Call the nearest FBI office with a 'cyber' division. If the inability to access the files is interfering with governmnent function they might well make it a high priority case, which means they can probably scare your tech into turning over the password in nothing flat.
March 05, 2008, 11:33
AlexLayman
Sec. 61.014. Payment After Termination of Employment.

(a) An employer shall pay in full an employee 
who is discharged from employment not later 
than the sixth day after the date the employee 
is discharged.  


However the county might be exempt since the state has a funny habbit of exempting itself from other employment laws.
March 05, 2008, 11:53
Scott Brumley
Maybe I misunderstood, but I thought the problem here wasn't that the county was going to refuse payment at the mid-month payday, or whenever it is that the employee is due to be paid under the Payday Law. Instead, I understood the confrontation to be over when the Riddler was going to turn over the passwords.

From a criminal perspective, the key issue, in my mind, is just what the programmer is trying to accomplish. My feeble perception is that he's using the passwords as security for his last paycheck. If that's a "benefit," or if he's trying to harm the county, I suppose it might be misuse of official information (sec. 39.06(b)) or maybe abuse of official capacity (sec. 39.02(a)(2)). Maybe those apply, and maybe they don't, but neither statute has an exception or affirmative defense based on the county's compliance with the Payday Law. Nor does the payday law authorize extortion as a means of its enforcement.
March 05, 2008, 12:15
AlexLayman
I was just noting that perhaps the employer has a duty to pay the guy BEFORE the next scheduled payday in the middle of the month.

Also going right for criminal charges might be tempting a civil lawsuit; especially the employer is violating some payday law.

If they should really be paying him in the next few days anyway then this could all be a bunch of "we don't negotiate with terrorists" chest-thumping nonsense.

Also this guy's supervisor should be reprimanded for allowing this situation to develop. No critical password should be known by only one person. What if he died instead of being fired? That is incompetence plain and simple.
March 05, 2008, 12:24
Scott Brumley
I don't know if it's incompetence, but I would certainly agree that a measure of negligence is involved. Your observation about the need to have those passwords where someone other than this programmer could get to them is well taken.
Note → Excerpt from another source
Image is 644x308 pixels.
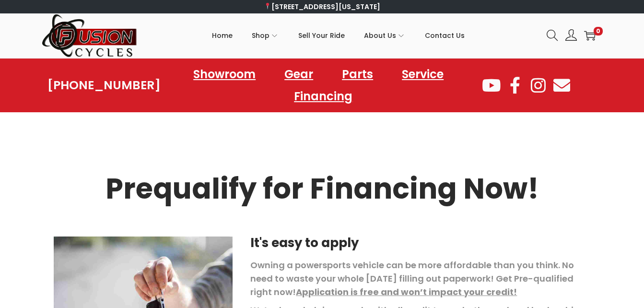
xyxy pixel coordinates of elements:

As far as a lawsuit goes, the probability trigger was tripped when the guy was fired. While it must be conceded that filing charges would make him much more unhappy, and perhaps represent the straw that broke the camel's back, we have to be careful about letting the potential for civil litigation (meritorious constitutional civil rights suits excepted) make charging decisions for us. But I would be the first to jump on the bandwagon of shunning a criminal case if it doesn't appear it can be proved BRD, regardless of whether a plaintiff's original petition might be in the offing. Whether that's true or not here, I couldn't say based on the facts described.
March 05, 2008, 12:35
AlexLayman
It just seems wrong to charge one guy with illegally withholding a password if the other guy is illegally withholding his paycheck.
March 05, 2008, 12:40
A. Diamond
Texas Labor Code

Sec. 61.003. GOVERNMENTAL ENTITIES EXCLUDED. This chapter does not apply to the United States, this state, or a political subdivision of this state.
March 05, 2008, 12:49
AlexLayman
That figures... our government has a track record of not granting its own employees the same benefites it mandates of the private sector.